What is being asked
Please print the line that holds "The width and height of the screenshot is (532, 411)." and each line after it to the end of the data, word for word, without any pictures.

*** Data for this exercise ***

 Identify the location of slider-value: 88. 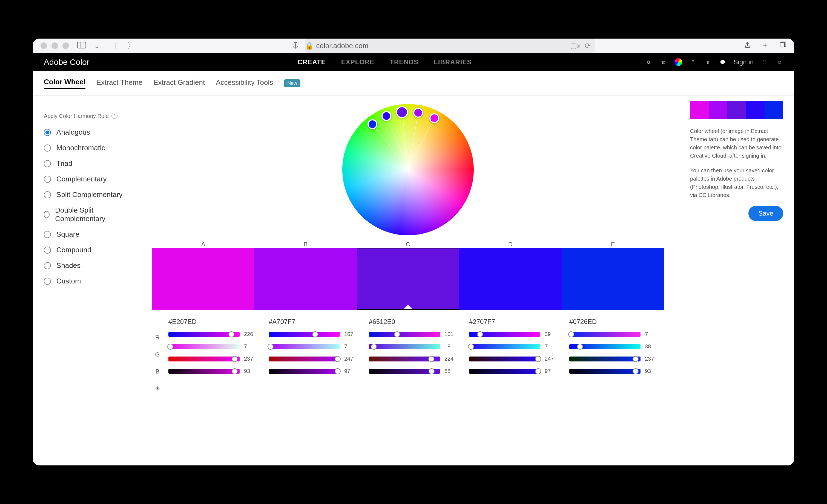
(451, 371).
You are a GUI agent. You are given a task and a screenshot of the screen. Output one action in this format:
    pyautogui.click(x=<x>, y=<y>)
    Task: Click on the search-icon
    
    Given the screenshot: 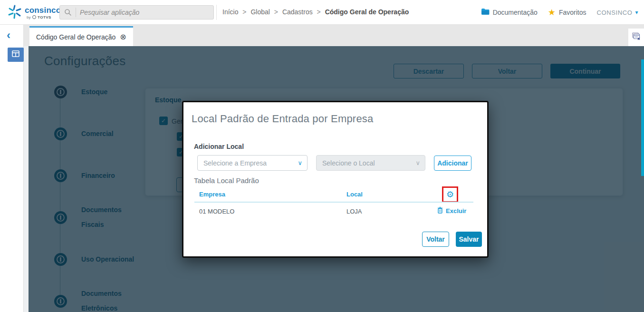 What is the action you would take?
    pyautogui.click(x=70, y=12)
    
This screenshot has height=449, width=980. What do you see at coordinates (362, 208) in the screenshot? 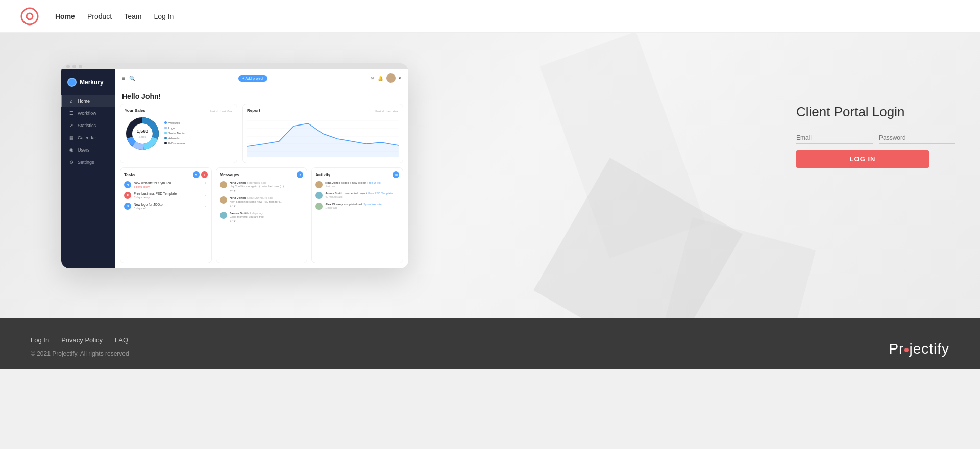
I see `act-time-3: 1 hour ago` at bounding box center [362, 208].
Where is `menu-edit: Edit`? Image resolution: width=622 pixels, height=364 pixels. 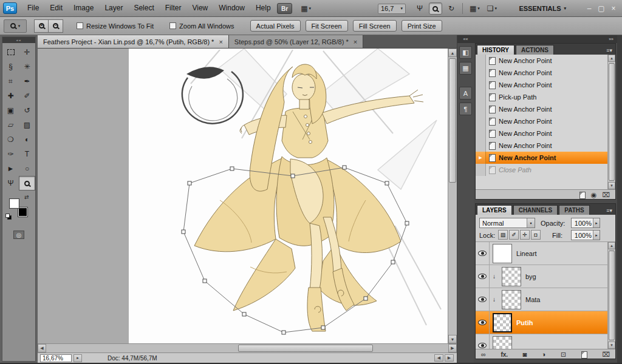 menu-edit: Edit is located at coordinates (56, 8).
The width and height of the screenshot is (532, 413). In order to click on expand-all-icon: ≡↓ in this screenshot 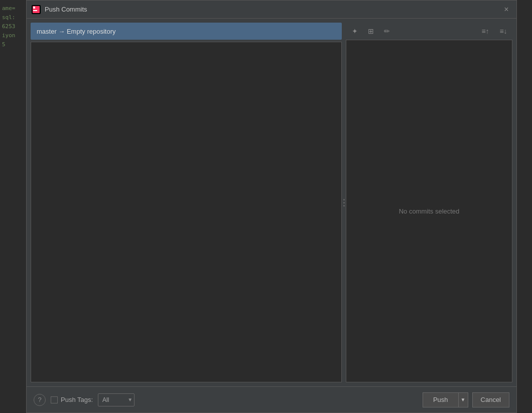, I will do `click(503, 31)`.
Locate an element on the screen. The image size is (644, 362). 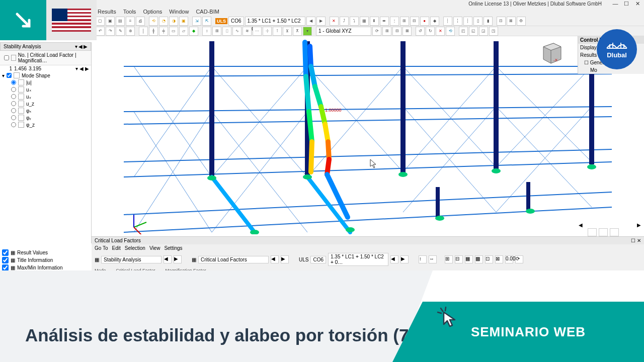
close-button: ✕ is located at coordinates (637, 4).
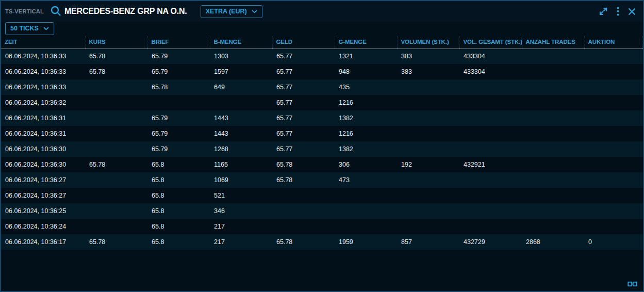  What do you see at coordinates (241, 180) in the screenshot?
I see `table-cell: 1069` at bounding box center [241, 180].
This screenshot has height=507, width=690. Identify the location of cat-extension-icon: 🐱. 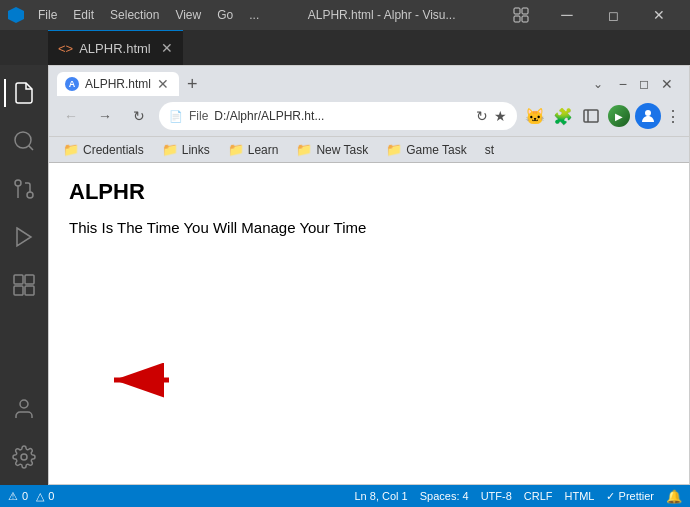
(535, 116).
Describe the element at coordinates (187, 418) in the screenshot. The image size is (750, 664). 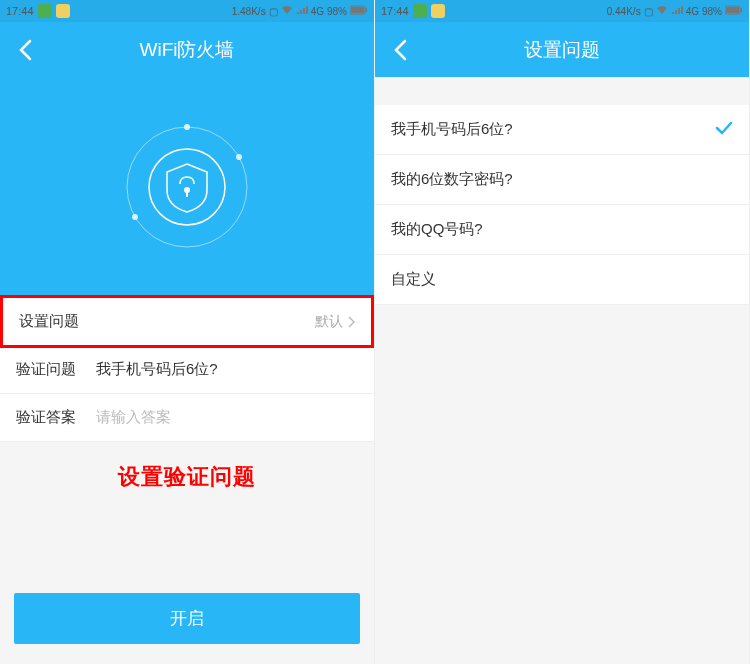
I see `verify-answer-row: 验证答案 请输入答案` at that location.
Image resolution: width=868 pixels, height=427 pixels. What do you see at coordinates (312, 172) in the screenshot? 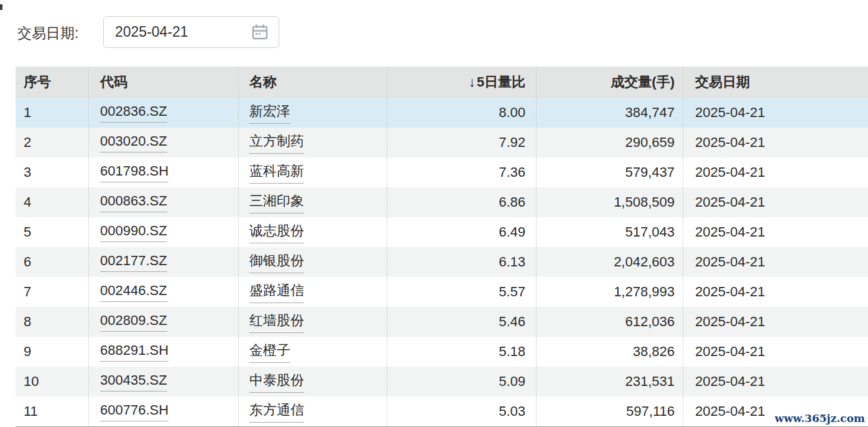
I see `stock-name-cell: 蓝科高新` at bounding box center [312, 172].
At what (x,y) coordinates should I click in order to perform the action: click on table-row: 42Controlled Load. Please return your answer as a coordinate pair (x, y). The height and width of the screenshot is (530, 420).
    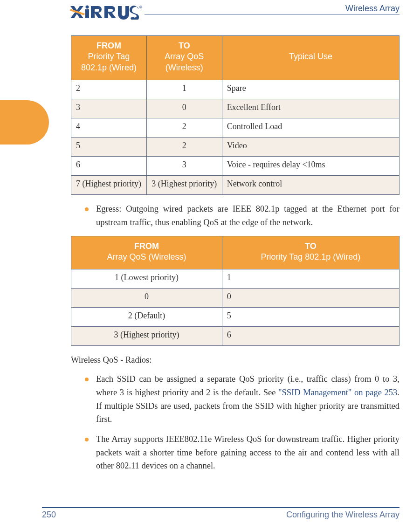
    Looking at the image, I should click on (235, 128).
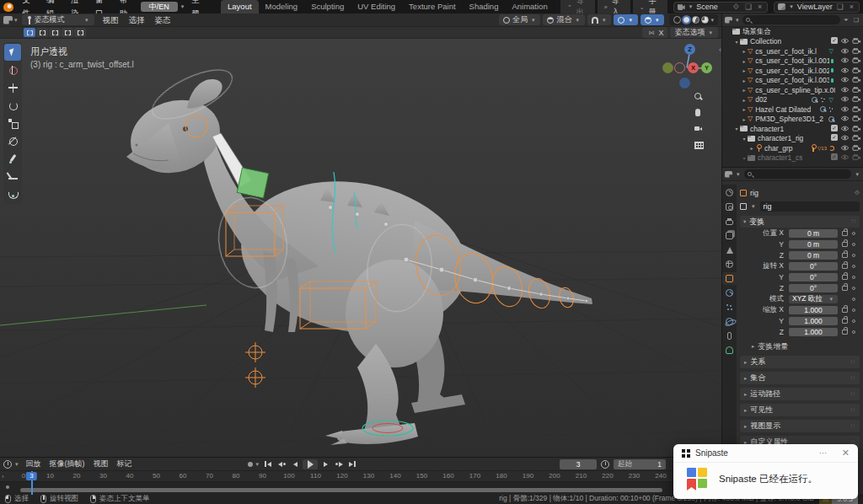  I want to click on workspace-tab-sculpting: Sculpting, so click(327, 7).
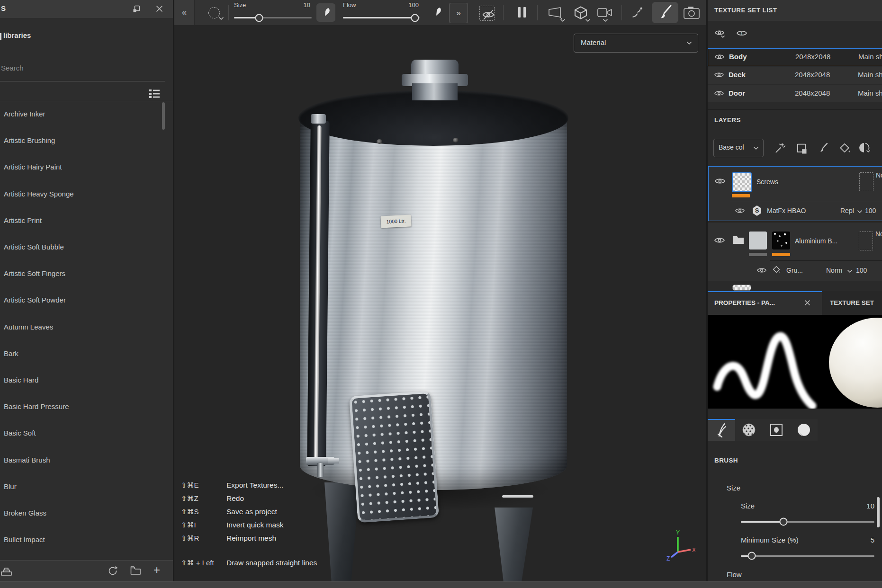  I want to click on library-item: Artistic Heavy Sponge, so click(82, 194).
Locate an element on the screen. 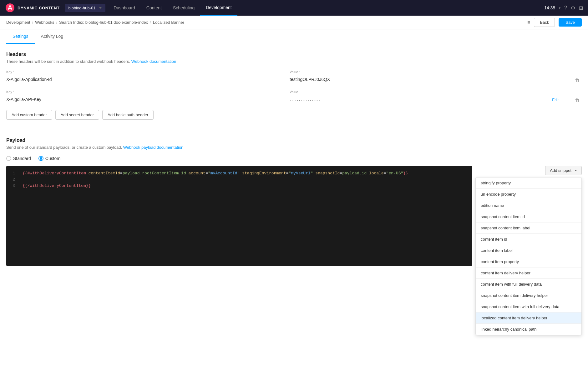 This screenshot has height=380, width=588. value-label-2: Value is located at coordinates (429, 92).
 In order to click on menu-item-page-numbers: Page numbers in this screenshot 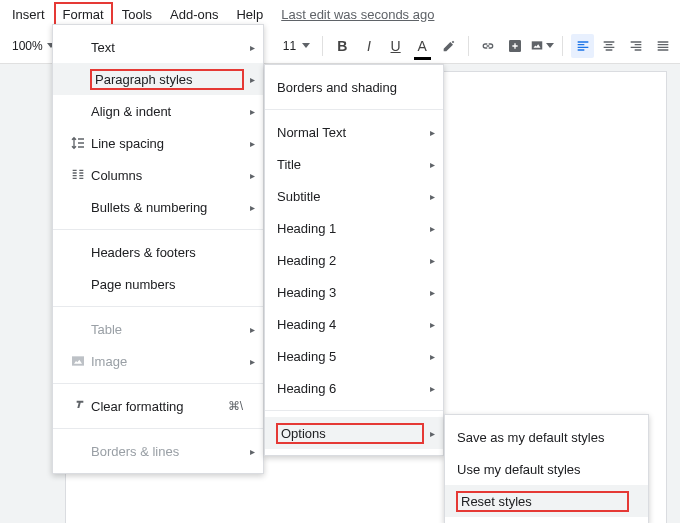, I will do `click(158, 284)`.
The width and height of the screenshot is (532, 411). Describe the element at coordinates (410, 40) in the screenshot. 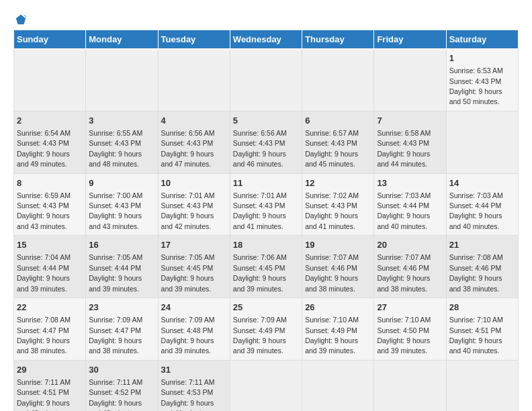

I see `column-header-friday: Friday` at that location.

*** End of Data for this exercise ***

Answer to this task
The width and height of the screenshot is (532, 411). Describe the element at coordinates (410, 40) in the screenshot. 

I see `column-header-friday: Friday` at that location.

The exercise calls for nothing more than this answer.